One of Milwaukee’s south side alleys was dotted Wednesday with young men wearing bright green t-shirts. The men were painting over graffiti that had been drawn on garages. The clean-up is part of a new city project that forces vandals to pay-back neighborhoods that have been damaged. WUWM’s Marge Pitrof has more.
John Smith stood in the alley and watched, as two young men brushed white paint over the black graffiti that covered his garage door. Smith has lived in the neighborhood 38 years.
“I just put this garage door up about a year and a half ago. It’s like a billboard", Smith says.
The last three times vandals tagged the door, Smith had to clean it himself. This time, the men in bright green t-shirts are doing the job for him. Police say the two belonged to a group that bragged of causing $50-thousand in graffiti and other damage to the neighborhood. The young men repainting Smith’s garage don’t have a lot to say, except to insist they didn’t tag it. They say they only sprayed railroad cars.

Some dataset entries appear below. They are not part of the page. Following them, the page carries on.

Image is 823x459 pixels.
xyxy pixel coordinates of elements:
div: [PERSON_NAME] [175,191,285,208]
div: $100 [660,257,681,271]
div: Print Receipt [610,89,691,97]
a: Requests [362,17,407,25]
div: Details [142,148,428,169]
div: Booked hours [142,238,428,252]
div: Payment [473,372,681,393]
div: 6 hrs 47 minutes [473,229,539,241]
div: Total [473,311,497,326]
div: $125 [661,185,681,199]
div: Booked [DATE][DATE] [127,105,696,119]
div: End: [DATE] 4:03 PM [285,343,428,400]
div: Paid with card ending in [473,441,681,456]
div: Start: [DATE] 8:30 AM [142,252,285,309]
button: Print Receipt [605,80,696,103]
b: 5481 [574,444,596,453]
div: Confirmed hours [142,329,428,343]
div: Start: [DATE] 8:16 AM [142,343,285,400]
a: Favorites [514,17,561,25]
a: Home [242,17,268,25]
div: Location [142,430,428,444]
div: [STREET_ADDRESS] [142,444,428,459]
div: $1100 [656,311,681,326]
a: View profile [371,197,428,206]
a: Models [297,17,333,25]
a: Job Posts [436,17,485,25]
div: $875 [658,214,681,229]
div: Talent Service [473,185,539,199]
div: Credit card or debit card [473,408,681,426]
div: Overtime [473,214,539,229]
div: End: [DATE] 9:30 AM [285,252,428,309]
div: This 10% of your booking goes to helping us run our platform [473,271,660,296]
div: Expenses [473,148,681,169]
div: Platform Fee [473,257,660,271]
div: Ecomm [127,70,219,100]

“It’s not gang related, it was more art", one of the young men says.
But the two say, because they were arrested, they prefer painting over graffiti and picking-up litter rather than going to jail. Alderman Bob Donovan says he hopes it’s a learning experience.
“Well, I’m hoping they learn the impact that graffiti has had on the community. It is probably the most visible sign of disorder in any neighborhood. We’re going to expand this project and make sure that individuals assigned community service pay back to the community," Donovan says.
In fact that’s what the program is called: “Operation Payback”. And there’s another component, in addition to cleaning-up neighborhoods. Aaron Edwards works for Safe and Sound Community Partners. It helped develop the program. Edwards says it also connects offenders with information about how to complete a GED and find employment.
“I think sometimes it’s just a maturity thing. Some people learn it quicker than others, and some just linger until they get in a situation like this where they have to wake up and I say, hey, I’m 20-some years old and I have a family coming on the way, I need to really get my life going. So I probably should take heed of some of this resource information that’s been given to me,” Edwards says.
According to Edwards, two of the people cleaning graffiti in the alley have already followed those leads. Resident John Smith says he hopes the taggers make something of themselves and eventually empathize with the people they’ve been victimizing.
“Do they have a grandpa and grandma our age, 66, 67 years old? I had open heart surgery, my wife had two strokes. Would they do that to their grandpa and grandma’s garage or would they like that done to their grandpa and grandma’s garage? I don’t think so. So why are they out doing it to ours or our neighborhoods? If one kid gets this message across and looks at their grandpa and grandma and they think, maybe we’ll get them off of this", Smith says.
Smith has another message for vandals: he’s in the neighborhood to stay.